India will be holding a 5G spectrum auction by the end of July, with frequencies set aside for private mobile networks.
This was announced by the Union Cabinet chaired by Prime Minister Narendra Modi. 72 GHz of spectrum will be auctioned for a 20-year tenure across frequency bands including 600 MHz, 700 MHz, 800 MHz, 900 MHz, 1800 MHz, 2100 MHz, 2300 MHz, 3300 MHz, and 26 GHz. According to the Department of Telecommunications (DoT), 5G will be rolled out first in 13 major cities including Ahmedabad, Bengaluru, Chandigarh, Chennai, Delhi, Gandhinagar, Gurugram, Jamnagar, Hyderabad, Pune, Lucknow, Mumbai, and Kolkata.

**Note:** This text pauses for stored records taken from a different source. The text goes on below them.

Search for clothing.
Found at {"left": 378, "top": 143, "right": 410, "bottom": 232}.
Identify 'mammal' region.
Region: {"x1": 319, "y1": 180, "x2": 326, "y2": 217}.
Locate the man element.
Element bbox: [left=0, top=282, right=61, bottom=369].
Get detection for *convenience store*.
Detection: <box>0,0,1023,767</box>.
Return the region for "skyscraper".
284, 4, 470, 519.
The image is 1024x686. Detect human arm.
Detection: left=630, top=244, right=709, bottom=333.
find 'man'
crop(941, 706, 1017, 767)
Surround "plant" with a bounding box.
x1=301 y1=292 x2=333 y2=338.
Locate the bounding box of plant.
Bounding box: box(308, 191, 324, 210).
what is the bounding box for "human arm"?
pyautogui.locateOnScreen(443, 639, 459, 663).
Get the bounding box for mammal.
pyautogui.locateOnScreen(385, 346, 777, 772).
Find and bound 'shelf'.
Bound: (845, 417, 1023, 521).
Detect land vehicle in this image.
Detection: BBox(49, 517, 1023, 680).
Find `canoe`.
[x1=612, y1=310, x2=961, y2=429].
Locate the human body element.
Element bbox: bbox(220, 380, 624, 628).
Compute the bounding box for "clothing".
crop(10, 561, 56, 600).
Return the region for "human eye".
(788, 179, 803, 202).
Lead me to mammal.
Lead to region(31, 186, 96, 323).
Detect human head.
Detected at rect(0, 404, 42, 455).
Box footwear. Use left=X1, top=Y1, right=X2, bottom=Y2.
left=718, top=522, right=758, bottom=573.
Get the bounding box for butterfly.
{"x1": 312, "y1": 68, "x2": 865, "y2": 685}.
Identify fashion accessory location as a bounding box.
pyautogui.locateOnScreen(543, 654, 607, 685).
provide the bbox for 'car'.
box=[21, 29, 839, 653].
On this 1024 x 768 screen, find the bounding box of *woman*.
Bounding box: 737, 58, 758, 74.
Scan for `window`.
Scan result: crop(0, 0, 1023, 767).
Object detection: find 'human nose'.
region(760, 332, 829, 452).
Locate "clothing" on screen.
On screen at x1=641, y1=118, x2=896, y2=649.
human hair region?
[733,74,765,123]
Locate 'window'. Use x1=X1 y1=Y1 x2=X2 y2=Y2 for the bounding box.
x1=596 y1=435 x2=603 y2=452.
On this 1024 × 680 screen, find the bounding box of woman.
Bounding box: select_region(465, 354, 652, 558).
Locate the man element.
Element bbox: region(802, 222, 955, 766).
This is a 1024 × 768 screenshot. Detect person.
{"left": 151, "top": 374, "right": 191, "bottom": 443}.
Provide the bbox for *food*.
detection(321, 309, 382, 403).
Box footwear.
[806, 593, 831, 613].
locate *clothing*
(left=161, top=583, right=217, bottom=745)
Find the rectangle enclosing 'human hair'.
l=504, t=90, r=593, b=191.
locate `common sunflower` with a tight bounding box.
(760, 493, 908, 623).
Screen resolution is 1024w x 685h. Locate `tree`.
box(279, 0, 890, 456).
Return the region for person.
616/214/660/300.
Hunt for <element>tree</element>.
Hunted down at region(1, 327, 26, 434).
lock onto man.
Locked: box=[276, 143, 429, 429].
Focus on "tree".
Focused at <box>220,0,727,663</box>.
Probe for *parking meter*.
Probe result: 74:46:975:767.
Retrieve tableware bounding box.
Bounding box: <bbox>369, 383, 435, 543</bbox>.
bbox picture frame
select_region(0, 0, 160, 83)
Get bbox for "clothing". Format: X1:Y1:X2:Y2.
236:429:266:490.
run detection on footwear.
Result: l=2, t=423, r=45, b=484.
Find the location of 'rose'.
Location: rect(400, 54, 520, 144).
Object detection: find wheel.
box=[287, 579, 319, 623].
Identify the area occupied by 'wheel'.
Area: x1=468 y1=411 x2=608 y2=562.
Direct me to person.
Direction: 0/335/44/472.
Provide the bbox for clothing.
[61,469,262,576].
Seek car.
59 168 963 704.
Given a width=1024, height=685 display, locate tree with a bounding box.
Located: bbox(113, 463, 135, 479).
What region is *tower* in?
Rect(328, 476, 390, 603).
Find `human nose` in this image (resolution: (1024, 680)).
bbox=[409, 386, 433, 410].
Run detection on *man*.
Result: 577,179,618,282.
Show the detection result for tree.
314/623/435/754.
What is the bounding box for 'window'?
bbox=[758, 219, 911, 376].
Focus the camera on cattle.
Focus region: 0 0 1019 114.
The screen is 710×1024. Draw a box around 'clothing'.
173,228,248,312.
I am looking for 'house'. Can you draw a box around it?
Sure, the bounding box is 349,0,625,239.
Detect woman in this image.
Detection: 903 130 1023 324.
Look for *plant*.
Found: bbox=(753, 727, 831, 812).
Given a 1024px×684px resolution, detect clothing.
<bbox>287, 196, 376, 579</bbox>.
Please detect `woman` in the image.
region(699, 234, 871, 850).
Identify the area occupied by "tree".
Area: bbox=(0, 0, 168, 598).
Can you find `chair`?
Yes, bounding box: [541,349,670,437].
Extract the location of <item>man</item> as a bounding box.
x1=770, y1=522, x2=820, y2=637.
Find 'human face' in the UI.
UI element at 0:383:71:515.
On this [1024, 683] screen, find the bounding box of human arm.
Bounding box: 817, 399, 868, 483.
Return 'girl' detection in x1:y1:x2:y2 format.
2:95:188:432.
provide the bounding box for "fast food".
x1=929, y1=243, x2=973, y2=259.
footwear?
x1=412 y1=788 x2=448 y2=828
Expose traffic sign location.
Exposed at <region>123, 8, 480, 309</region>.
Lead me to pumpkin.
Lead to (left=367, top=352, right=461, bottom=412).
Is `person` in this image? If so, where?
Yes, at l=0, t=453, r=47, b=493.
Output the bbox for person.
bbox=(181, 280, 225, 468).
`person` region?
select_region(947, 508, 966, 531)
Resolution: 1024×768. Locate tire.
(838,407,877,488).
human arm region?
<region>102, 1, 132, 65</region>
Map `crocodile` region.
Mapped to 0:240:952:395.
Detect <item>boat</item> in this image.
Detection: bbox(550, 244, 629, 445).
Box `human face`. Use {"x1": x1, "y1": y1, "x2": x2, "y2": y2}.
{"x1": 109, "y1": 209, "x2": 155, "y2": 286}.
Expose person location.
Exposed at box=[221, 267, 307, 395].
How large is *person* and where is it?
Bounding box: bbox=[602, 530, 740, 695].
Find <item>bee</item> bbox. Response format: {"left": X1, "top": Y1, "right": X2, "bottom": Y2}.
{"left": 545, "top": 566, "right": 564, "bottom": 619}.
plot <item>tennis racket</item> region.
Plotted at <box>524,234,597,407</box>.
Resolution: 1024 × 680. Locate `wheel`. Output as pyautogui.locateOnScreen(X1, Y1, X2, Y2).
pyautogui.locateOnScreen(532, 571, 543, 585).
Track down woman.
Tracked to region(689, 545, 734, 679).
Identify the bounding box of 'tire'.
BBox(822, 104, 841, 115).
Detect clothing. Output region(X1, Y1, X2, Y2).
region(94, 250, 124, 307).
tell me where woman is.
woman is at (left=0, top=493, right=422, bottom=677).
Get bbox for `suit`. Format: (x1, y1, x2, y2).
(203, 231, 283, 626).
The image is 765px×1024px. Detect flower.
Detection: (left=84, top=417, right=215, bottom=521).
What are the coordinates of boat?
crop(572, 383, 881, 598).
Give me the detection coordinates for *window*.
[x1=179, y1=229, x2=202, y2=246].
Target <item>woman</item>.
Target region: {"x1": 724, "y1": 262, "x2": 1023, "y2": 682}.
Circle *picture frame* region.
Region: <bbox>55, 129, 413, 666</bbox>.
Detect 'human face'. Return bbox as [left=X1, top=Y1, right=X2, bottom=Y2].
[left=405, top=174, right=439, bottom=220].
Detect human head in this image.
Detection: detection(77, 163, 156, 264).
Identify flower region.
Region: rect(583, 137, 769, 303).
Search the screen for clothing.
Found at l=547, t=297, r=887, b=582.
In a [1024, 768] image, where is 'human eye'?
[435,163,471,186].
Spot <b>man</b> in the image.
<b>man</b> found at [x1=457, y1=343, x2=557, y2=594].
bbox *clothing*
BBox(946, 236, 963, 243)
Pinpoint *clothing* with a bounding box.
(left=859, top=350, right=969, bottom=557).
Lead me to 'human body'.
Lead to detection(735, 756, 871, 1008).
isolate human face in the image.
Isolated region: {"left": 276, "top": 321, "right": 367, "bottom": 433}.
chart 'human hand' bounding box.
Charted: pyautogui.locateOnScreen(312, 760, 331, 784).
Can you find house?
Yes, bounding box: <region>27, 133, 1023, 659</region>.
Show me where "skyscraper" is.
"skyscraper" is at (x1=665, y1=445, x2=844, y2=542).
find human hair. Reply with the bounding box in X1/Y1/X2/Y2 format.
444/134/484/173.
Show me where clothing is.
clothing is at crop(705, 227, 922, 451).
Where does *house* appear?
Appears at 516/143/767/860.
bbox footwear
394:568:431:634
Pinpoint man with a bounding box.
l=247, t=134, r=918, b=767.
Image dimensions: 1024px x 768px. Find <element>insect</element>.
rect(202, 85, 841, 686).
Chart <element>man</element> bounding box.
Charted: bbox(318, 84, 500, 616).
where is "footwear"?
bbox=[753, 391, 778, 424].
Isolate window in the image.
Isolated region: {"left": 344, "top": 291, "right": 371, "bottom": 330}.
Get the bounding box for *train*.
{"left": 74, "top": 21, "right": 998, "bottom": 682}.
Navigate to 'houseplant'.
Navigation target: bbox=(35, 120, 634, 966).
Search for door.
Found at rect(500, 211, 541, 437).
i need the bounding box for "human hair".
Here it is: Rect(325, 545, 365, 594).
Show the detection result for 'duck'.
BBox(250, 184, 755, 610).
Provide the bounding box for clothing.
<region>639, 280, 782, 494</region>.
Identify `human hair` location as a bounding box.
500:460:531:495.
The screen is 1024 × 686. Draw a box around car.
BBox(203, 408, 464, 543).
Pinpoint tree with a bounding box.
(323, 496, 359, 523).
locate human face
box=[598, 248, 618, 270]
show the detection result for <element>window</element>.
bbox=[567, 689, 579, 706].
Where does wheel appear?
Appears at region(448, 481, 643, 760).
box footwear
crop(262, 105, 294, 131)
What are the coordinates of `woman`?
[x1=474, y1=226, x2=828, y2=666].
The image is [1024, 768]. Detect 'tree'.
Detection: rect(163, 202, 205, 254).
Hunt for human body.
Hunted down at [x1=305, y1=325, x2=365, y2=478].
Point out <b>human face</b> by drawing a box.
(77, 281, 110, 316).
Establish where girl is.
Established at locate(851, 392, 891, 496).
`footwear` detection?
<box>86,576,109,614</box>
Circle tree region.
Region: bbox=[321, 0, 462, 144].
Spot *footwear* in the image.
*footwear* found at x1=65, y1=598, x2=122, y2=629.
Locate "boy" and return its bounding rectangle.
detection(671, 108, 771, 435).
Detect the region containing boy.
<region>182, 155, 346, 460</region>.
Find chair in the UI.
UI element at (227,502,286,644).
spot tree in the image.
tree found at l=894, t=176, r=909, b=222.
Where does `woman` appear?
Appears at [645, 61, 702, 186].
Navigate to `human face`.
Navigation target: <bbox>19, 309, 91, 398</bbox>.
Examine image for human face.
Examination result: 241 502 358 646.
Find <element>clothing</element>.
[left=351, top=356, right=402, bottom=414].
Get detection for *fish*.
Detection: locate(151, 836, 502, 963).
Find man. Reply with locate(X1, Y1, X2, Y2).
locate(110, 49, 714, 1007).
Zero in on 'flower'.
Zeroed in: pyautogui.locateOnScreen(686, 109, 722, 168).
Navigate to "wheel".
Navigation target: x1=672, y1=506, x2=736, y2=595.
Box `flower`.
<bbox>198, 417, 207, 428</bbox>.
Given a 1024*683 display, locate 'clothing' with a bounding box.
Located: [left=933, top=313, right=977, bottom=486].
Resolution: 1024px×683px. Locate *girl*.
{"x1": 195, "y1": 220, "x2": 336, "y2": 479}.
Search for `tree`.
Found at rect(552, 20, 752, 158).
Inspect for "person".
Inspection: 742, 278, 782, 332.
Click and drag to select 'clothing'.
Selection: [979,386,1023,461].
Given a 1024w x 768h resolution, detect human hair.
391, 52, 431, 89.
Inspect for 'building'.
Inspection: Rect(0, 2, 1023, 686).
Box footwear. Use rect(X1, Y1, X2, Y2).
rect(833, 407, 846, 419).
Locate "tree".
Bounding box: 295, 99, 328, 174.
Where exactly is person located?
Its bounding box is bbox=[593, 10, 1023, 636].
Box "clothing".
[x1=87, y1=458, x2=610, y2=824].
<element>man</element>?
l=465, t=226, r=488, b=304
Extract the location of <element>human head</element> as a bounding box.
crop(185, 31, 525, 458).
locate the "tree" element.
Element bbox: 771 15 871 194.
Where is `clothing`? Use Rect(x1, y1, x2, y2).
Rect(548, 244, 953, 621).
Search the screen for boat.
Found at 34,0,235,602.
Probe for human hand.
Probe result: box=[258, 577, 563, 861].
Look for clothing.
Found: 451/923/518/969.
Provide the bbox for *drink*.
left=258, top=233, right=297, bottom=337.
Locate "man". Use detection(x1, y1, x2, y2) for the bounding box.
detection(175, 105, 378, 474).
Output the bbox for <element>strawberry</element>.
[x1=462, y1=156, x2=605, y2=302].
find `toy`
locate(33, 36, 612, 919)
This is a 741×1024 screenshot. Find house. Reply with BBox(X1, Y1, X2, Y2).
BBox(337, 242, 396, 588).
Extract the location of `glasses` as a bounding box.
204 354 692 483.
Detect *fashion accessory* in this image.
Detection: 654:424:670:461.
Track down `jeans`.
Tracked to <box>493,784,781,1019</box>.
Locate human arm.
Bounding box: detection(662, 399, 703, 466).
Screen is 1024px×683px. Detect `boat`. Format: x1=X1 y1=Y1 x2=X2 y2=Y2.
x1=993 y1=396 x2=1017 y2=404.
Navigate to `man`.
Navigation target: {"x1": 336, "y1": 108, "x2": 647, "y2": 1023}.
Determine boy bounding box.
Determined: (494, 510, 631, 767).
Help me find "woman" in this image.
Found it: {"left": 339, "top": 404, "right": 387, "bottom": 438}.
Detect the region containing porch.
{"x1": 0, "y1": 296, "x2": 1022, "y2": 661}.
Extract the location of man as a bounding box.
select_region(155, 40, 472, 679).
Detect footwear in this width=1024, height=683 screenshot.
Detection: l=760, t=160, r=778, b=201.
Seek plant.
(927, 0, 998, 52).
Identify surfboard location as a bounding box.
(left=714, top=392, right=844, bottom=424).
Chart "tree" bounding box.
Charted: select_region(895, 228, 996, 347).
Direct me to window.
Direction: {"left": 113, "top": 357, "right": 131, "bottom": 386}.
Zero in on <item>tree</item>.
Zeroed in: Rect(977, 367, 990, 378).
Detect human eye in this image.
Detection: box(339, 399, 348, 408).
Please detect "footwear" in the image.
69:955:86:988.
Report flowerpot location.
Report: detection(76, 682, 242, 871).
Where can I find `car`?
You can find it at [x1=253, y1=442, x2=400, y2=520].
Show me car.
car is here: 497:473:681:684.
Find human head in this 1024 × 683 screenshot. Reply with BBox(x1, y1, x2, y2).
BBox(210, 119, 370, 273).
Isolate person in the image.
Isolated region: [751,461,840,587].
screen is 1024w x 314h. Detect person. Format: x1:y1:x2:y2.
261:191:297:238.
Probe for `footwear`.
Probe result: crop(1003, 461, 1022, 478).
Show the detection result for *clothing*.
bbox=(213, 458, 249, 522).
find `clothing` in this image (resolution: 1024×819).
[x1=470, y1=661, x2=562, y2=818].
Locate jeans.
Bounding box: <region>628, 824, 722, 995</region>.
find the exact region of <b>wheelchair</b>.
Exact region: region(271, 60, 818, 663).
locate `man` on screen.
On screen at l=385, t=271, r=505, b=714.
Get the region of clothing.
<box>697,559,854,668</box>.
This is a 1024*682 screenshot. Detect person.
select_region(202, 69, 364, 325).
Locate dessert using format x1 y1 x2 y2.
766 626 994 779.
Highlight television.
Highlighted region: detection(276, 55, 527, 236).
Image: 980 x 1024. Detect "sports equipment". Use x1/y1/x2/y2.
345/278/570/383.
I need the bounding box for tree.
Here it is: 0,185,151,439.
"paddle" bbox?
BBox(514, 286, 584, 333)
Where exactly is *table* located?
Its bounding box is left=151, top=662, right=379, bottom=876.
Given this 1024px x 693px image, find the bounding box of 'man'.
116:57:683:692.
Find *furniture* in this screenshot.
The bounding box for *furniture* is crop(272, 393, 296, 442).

All three telecom operators, Reliance Jio, Vodafone Idea and Bharti Airtel are expected to participate in the upcoming auction. In addition, enterprises can acquire spectrum directly from the DoT to set up private networks to support applications in IoT and AI.
Bandwidth reserved for private networks has been met with mixed sentiment. On one hand, the Cellular Operators Association of India (COAI) argues that this could diminish revenue. On the other hand, the Broadband India Forum (BFI) claims that this is a misconception.